Traces of d/Deaf History: Listening to Henri Gaillard's 1918 Laboratoire de la Parole Recording
Sarah Fuchs
Royal College of Music, London
On 26 August 1918, the renowned deaf author and activist Henri Gaillard (1866–1939) returned to the specialist school he had attended, the Institution Nationale des Sourds-Muets de Paris, in which a state-of-the-art ‘speech laboratory’ had recently been installed. Inaugurated in 1912, the Laboratoire de la Parole had come to play an important part in the Institution’s pedagogical practices, just as it was beginning to in therapeutic musical practices: it was there that the deaf and the otherwise vocally disenfranchised came for analysis of their spoken and sung French, for the Laboratoire’s director Hector Marichelle to examine them with the help of his many scientific instruments.

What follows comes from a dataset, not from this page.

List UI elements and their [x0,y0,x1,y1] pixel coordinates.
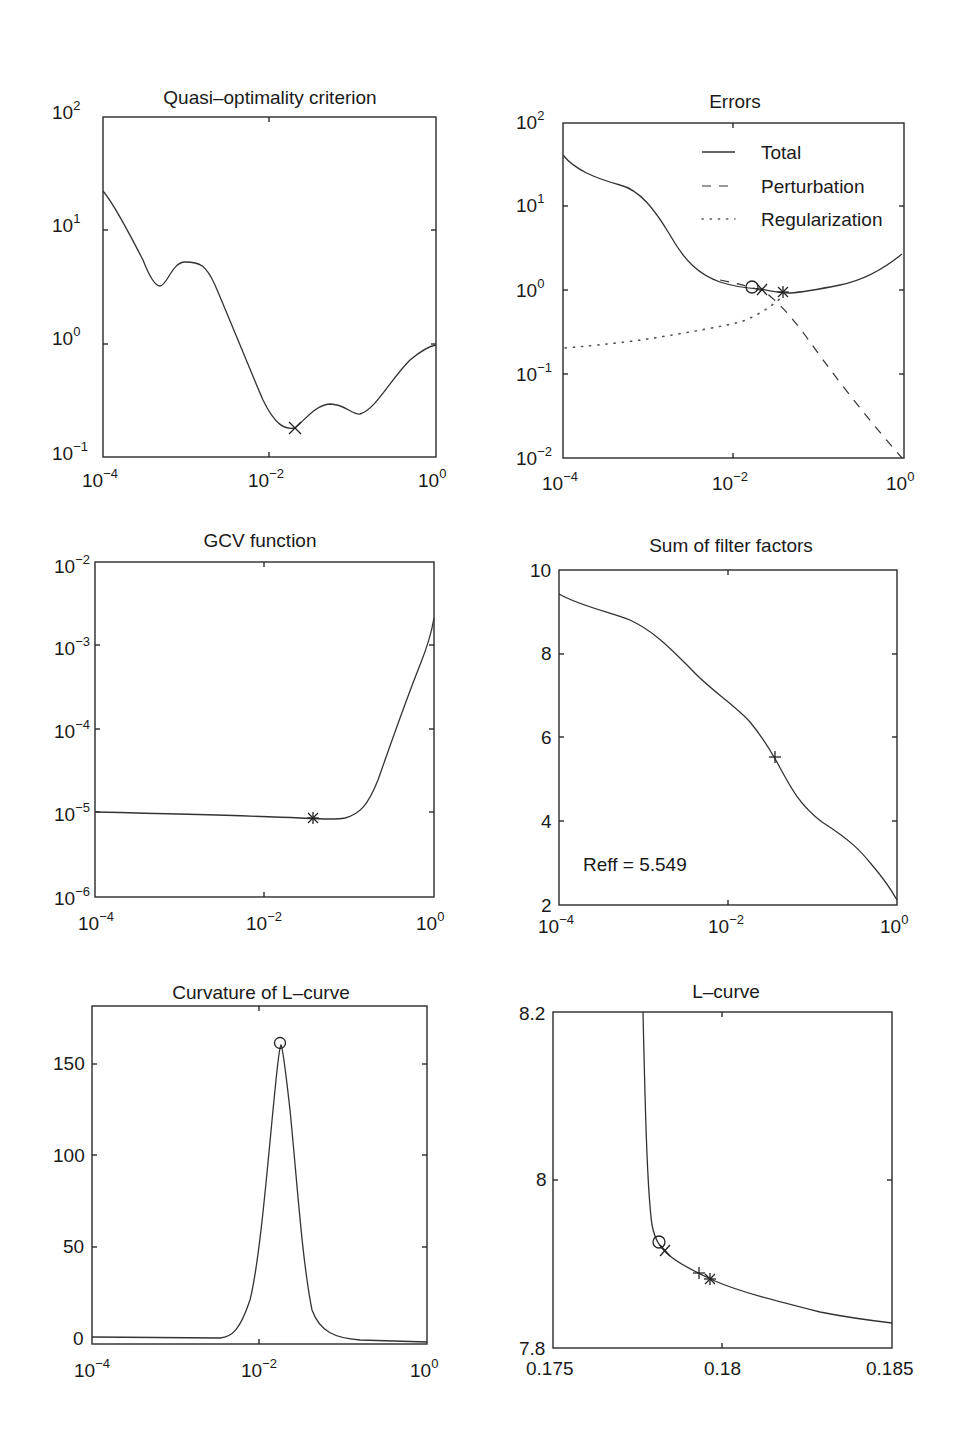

One of most significant of these instruments—as Gaillard reported in La Gazette des Sourds-Muets—was a specially designed phonograph system that could transcribe pupils’ wax cylinder recordings onto paper, thus allowing them to see their own vocal traces and compare them with those of their hearing professors. Over the course of his visit, Gaillard—who sometimes described himself as ‘sourd-parlant’ (‘deaf-speaking’)—made a recording, repeating the words ‘toujours mieux’ (‘ever better’) after Marichelle. In the transcription he saw the effects of his early-in-life hearing loss: a lack of tonal variation.

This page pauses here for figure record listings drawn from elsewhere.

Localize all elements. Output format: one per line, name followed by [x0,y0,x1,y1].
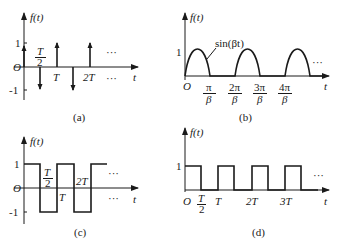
xtick-3T: 3T [279,195,293,207]
xlabel: t [324,80,328,92]
svg-text:β: β [256,93,263,105]
ytick-1: 1 [176,160,182,172]
xtick-T-half-den: 2 [199,203,205,215]
svg-text:3π: 3π [254,81,266,93]
ellipsis: ··· [106,46,117,58]
xtick-4pi-over-beta: 4π β [278,81,292,105]
ellipsis: ··· [108,192,119,204]
xtick-2T: 2T [83,71,96,83]
signal-curve [185,49,322,76]
origin-label: O [183,195,191,207]
xtick-pi-over-beta: π β [203,81,216,105]
panel-d: f(t) t O 1 T 2 T 2T 3T ··· (d) [176,126,329,239]
ylabel: f(t) [190,11,204,24]
ytick-1: 1 [176,46,182,58]
ytick-minus1: -1 [9,84,18,96]
xlabel: t [133,71,137,83]
xtick-2T: 2T [246,195,259,207]
ytick-1: 1 [14,158,20,170]
xtick-3pi-over-beta: 3π β [253,81,267,105]
caption-d: (d) [252,226,265,239]
svg-text:β: β [231,93,238,105]
xtick-T: T [59,191,66,203]
xtick-T-half-den: 2 [37,56,43,68]
annotation-leader [207,48,216,59]
panel-b: f(t) t O 1 sin(βt) ··· π β 2π β 3π β 4π … [176,11,329,124]
panel-a: f(t) t O 1 -1 T 2 T 2T ··· ··· (a) [9,11,138,124]
xtick-2T: 2T [76,175,89,187]
ylabel: f(t) [190,126,204,139]
origin-label: O [13,182,21,194]
ellipsis: ··· [313,169,324,181]
curve-label: sin(βt) [215,37,244,50]
signal-curve [185,166,318,190]
panel-c: f(t) t O 1 -1 T 2 T 2T ··· ··· (c) [9,135,138,239]
xlabel: t [324,195,328,207]
origin-label: O [183,80,191,92]
svg-text:π: π [206,81,212,93]
caption-c: (c) [74,226,87,239]
xtick-2pi-over-beta: 2π β [228,81,242,105]
ellipsis: ··· [108,167,119,179]
ellipsis: ··· [106,72,117,84]
figure-canvas: f(t) t O 1 -1 T 2 T 2T ··· ··· (a) f(t) … [0,0,338,245]
svg-text:β: β [205,93,212,105]
ylabel: f(t) [30,135,44,148]
ylabel: f(t) [30,11,44,24]
ytick-minus1: -1 [9,206,18,218]
xtick-T: T [215,195,222,207]
ellipsis: ··· [312,56,323,68]
xtick-T: T [53,71,60,83]
svg-text:2π: 2π [229,81,241,93]
xlabel: t [133,193,137,205]
svg-text:β: β [281,93,288,105]
ytick-1: 1 [15,37,21,49]
xtick-T-half-den: 2 [45,177,51,189]
svg-text:4π: 4π [279,81,291,93]
caption-a: (a) [73,111,86,124]
caption-b: (b) [239,111,252,124]
origin-label: O [13,61,21,73]
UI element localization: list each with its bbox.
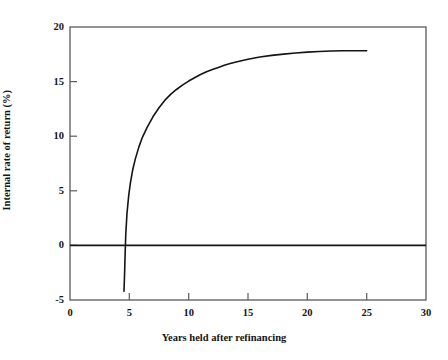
xtick-label-30: 30	[412, 308, 440, 319]
ytick-label-0: 0	[40, 240, 64, 251]
xtick-label-15: 15	[234, 308, 262, 319]
ytick-label-10: 10	[40, 131, 64, 142]
irr-curve	[124, 51, 367, 292]
plot-frame	[70, 27, 426, 300]
xtick-label-20: 20	[293, 308, 321, 319]
xtick-label-5: 5	[115, 308, 143, 319]
ytick-label-minus5: -5	[38, 295, 64, 306]
x-axis-ticks	[129, 293, 366, 300]
x-axis-title: Years held after refinancing	[0, 333, 448, 344]
y-axis-ticks	[70, 82, 77, 246]
y-axis-title-wrap: Internal rate of return (%)	[0, 0, 14, 300]
xtick-label-10: 10	[175, 308, 203, 319]
y-axis-title: Internal rate of return (%)	[2, 90, 13, 211]
chart-plot-svg	[0, 0, 448, 360]
xtick-label-0: 0	[56, 308, 84, 319]
ytick-label-5: 5	[40, 186, 64, 197]
chart-figure: 20 15 10 5 0 -5 0 5 10 15 20 25 30 Years…	[0, 0, 448, 360]
xtick-label-25: 25	[353, 308, 381, 319]
ytick-label-20: 20	[40, 22, 64, 33]
ytick-label-15: 15	[40, 77, 64, 88]
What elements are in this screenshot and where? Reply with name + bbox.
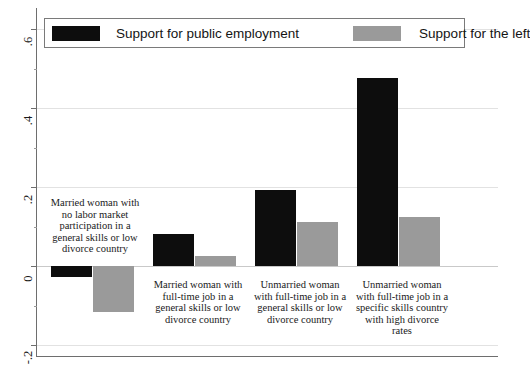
bar-g4-public-employment — [357, 78, 398, 266]
y-tick-major — [31, 108, 37, 109]
y-tick-major — [31, 345, 37, 346]
y-axis-tick-label: .6 — [21, 30, 36, 54]
bar-g3-support-left — [297, 222, 338, 266]
y-tick-minor — [34, 69, 38, 70]
y-axis-label-group: .2 — [4, 180, 28, 194]
bar-g1-support-left — [93, 266, 134, 312]
y-tick-minor — [34, 227, 38, 228]
bar-g1-public-employment — [51, 266, 92, 277]
y-axis-label-group: .6 — [4, 22, 28, 36]
gridline--0.2 — [37, 345, 498, 346]
y-axis-tick-label: .2 — [21, 188, 36, 212]
category-label-1: Married woman with no labor market parti… — [47, 197, 143, 255]
y-tick-major — [31, 187, 37, 188]
bar-g2-support-left — [195, 256, 236, 266]
gridline-0.2 — [37, 187, 498, 188]
y-tick-minor — [34, 306, 38, 307]
category-label-4: Unmarried woman with full-time job in a … — [354, 279, 450, 337]
category-label-3: Unmarried woman with full-time job in a … — [252, 279, 348, 325]
y-tick-minor — [34, 148, 38, 149]
y-axis-tick-label: -.2 — [21, 346, 36, 370]
legend-label-support-left: Support for the left — [419, 26, 530, 41]
y-tick-major — [31, 266, 37, 267]
y-axis-label-group: 0 — [4, 259, 28, 273]
legend-label-public-employment: Support for public employment — [116, 26, 299, 41]
y-axis-tick-label: 0 — [21, 267, 36, 291]
bar-g3-public-employment — [255, 190, 296, 266]
y-tick-major — [31, 29, 37, 30]
gridline-0.4 — [37, 108, 498, 109]
gray-swatch-icon — [353, 26, 401, 41]
black-swatch-icon — [52, 26, 100, 41]
legend: Support for public employment Support fo… — [44, 18, 465, 48]
legend-entry-public-employment: Support for public employment — [52, 19, 299, 47]
category-label-2: Married woman with full-time job in a ge… — [150, 279, 246, 325]
y-axis-tick-label: .4 — [21, 109, 36, 133]
y-axis-label-group: .4 — [4, 101, 28, 115]
bar-g4-support-left — [399, 217, 440, 266]
legend-entry-support-left: Support for the left — [353, 19, 530, 47]
y-axis-label-group: -.2 — [4, 338, 28, 352]
bar-g2-public-employment — [153, 234, 194, 266]
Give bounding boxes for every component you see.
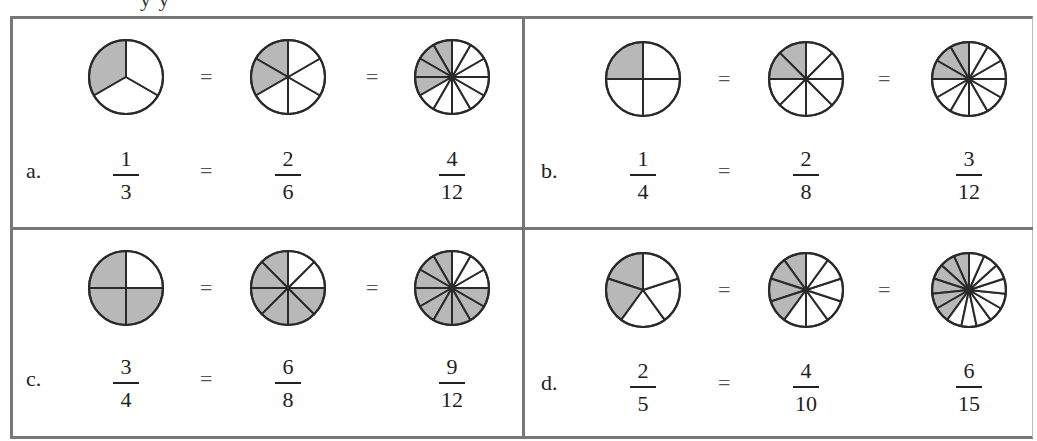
numerator: 2 <box>258 146 318 172</box>
denominator: 8 <box>776 179 836 205</box>
numerator: 9 <box>422 354 482 380</box>
equals-sign: = <box>718 66 730 92</box>
denominator: 4 <box>613 179 673 205</box>
numerator: 4 <box>422 146 482 172</box>
numerator: 1 <box>613 146 673 172</box>
numerator: 1 <box>96 146 156 172</box>
fraction: 9 12 <box>422 354 482 413</box>
equals-sign: = <box>200 158 212 184</box>
fraction-bar <box>275 382 301 384</box>
denominator: 3 <box>96 179 156 205</box>
fraction-circle-icon <box>603 250 683 330</box>
numerator: 4 <box>776 358 836 384</box>
fraction-bar <box>630 386 656 388</box>
numerator: 6 <box>939 358 999 384</box>
denominator: 6 <box>258 179 318 205</box>
fraction-bar <box>793 386 819 388</box>
fraction: 4 10 <box>776 358 836 417</box>
fraction: 3 4 <box>96 354 156 413</box>
equals-sign: = <box>200 275 212 301</box>
fraction-circle-icon <box>248 248 328 328</box>
cropped-heading-text: y y <box>140 0 171 12</box>
numerator: 2 <box>613 358 673 384</box>
fraction-circle-icon <box>86 248 166 328</box>
denominator: 12 <box>939 179 999 205</box>
fraction-circle-icon <box>248 37 328 117</box>
equals-sign: = <box>718 370 730 396</box>
denominator: 10 <box>776 391 836 417</box>
fraction-circle-icon <box>766 250 846 330</box>
denominator: 15 <box>939 391 999 417</box>
fraction-bar <box>630 174 656 176</box>
numerator: 2 <box>776 146 836 172</box>
fraction-bar <box>439 382 465 384</box>
denominator: 8 <box>258 387 318 413</box>
problem-label: d. <box>541 370 558 396</box>
row-divider <box>10 227 1033 230</box>
fraction-circle-icon <box>412 248 492 328</box>
denominator: 4 <box>96 387 156 413</box>
fraction-bar <box>439 174 465 176</box>
fraction-circle-icon <box>603 39 683 119</box>
fraction-circle-icon <box>766 39 846 119</box>
numerator: 3 <box>939 146 999 172</box>
fraction: 6 8 <box>258 354 318 413</box>
equals-sign: = <box>718 158 730 184</box>
equals-sign: = <box>878 66 890 92</box>
fraction: 1 3 <box>96 146 156 205</box>
fraction: 2 5 <box>613 358 673 417</box>
fraction-bar <box>275 174 301 176</box>
fraction-bar <box>956 174 982 176</box>
equals-sign: = <box>366 64 378 90</box>
fraction-bar <box>793 174 819 176</box>
numerator: 6 <box>258 354 318 380</box>
equals-sign: = <box>366 275 378 301</box>
fraction: 6 15 <box>939 358 999 417</box>
fraction-bar <box>113 382 139 384</box>
fraction-bar <box>956 386 982 388</box>
problem-label: a. <box>26 158 41 184</box>
fraction: 3 12 <box>939 146 999 205</box>
fraction: 4 12 <box>422 146 482 205</box>
fraction-circle-icon <box>412 37 492 117</box>
denominator: 12 <box>422 179 482 205</box>
equals-sign: = <box>200 64 212 90</box>
equals-sign: = <box>200 366 212 392</box>
problem-label: c. <box>26 366 41 392</box>
denominator: 5 <box>613 391 673 417</box>
equals-sign: = <box>878 277 890 303</box>
fraction-circle-icon <box>929 39 1009 119</box>
numerator: 3 <box>96 354 156 380</box>
fraction: 2 8 <box>776 146 836 205</box>
fraction: 1 4 <box>613 146 673 205</box>
equals-sign: = <box>718 277 730 303</box>
fraction: 2 6 <box>258 146 318 205</box>
fraction-bar <box>113 174 139 176</box>
fraction-circle-icon <box>929 250 1009 330</box>
problem-label: b. <box>541 158 558 184</box>
fraction-circle-icon <box>86 37 166 117</box>
denominator: 12 <box>422 387 482 413</box>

The transcription of Gaillard’s recording has been lost, but the recording itself survives, one of 228 wax cylinders preserved by the Bibliothèque Nationale de France. The larger project from which this paper is drawn examines the history of this collection, investigating how it found its way to the BNF and what has happened to it since being digitised and catalogued alongside more straightforward items in the BNF's care. Gaillard’s cylinder, for example, is described as an interaction between professor and pupil rather than two equals, one hearing, the other not—an easy mistake to make, as it follows the same pattern of other sessions featuring ‘impaired’ students and ailing singers and their teachers/therapists, yet one that tells us something striking about the cataloguer’s expectations of what expertise could or should sound like (Holmes 2017). Contextualising Gaillard’s recording in his time and also in ours, this paper considers how d/Deaf histories have been—are still—told through their traces, ‘parlant’ and otherwise.